Yes — AI can draft minutes in this exact shape from a recording, which is far faster than typing them live. The trick is that it should draft, not send. The best setup records the meeting without a bot, transcribes it, and then applies a reusable format so the output always lands in the same five-section skeleton you defined above.

Reline does this bot-free. The desktop app captures your microphone and the system audio locally on your machine, so no participant joins the call and nothing appears in the participant list. Being precise: capture is local, while transcription and the AI summary run in our cloud under a data-processing agreement, and your meetings are never used to train models. Transcription covers 60+ languages with automatic detection.

After the meeting you point a Lens at the recording. A Lens is a reusable output format — save one shaped like the template above (attendees, agenda, decisions, action items with owners, next steps) and every meeting you run it on comes back in that structure. Because the summary is citation-backed, every line links to the exact transcript segment it came from, so you can click a decision and hear the moment it was made. That link is what makes review take two minutes instead of a re-listen.

How do you keep minutes consistent across meetings?

Consistency is not about discipline, it is about the format doing the work. If every meeting starts from the same five-section skeleton — whether a person fills it or a Lens drafts it — the minutes read the same way every week, and people know exactly where to look for the decision that affects them.
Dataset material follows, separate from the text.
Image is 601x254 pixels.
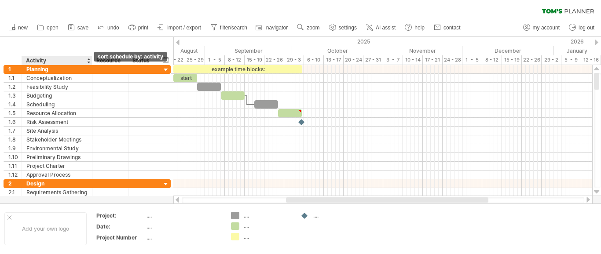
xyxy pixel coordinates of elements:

A saved Lens makes that skeleton the default output rather than something you have to remember to apply.

  • Use the same five sections every time, in the same order.
  • Write decisions as settled outcomes, in past tense, with no opinions.
  • Give every action item an owner and a due date — no exceptions.
  • Circulate to everyone invited, not just who showed up.
  • Keep the transcript as the source so any line can be verified later.
Minutes people trust are boring on purpose: the same shape, the same tense, the same two questions answered first — what did we decide, and who owns the next step.

Frequently asked questions

FAQ

Common questions

What should you include in meeting minutes?
Five sections cover almost every meeting: attendees, the agenda actually discussed, the decisions made, action items with an owner and due date for each, and next steps. Write them in past tense and leave opinions out. Decisions and action items are the two sections that matter most — if you only had thirty seconds, you would write those.
What is the difference between minutes and a transcript?
A transcript is every word, verbatim, in speaking order. Minutes are a short summary of what the meeting decided and who owns the follow-up, written for someone who missed it. A transcript is raw material; minutes are the finished record. You can produce minutes from a transcript, but you should never circulate the transcript as if it were the minutes.
Do meeting minutes need to be approved?
Informal team minutes usually do not — you write them, circulate them, and act on them. Formal governance or board minutes are different: they are often adopted at the next meeting as an official legal record. For everyday working meetings, a quick human review before you send is enough; the point is that a person has confirmed the decisions and owners are correct.
Can AI write meeting minutes for you?
Yes. AI can draft minutes from a recording in your exact template shape, far faster than typing live. Reline captures the meeting bot-free (mic and system audio locally, no bot in the call), transcribes it in the cloud, and a reusable Lens drafts the decisions and action items with citations back to the transcript. A person should always review the draft before it becomes the record.
How do you keep meeting minutes consistent across a team?
Standardize the format, not the person. Use the same five-section skeleton every time and, if you use Reline, save it as a Lens so every recording comes back in that structure automatically. Consistent sections in a consistent order make the minutes predictable and searchable, so anyone can find the decision that affects them without hunting.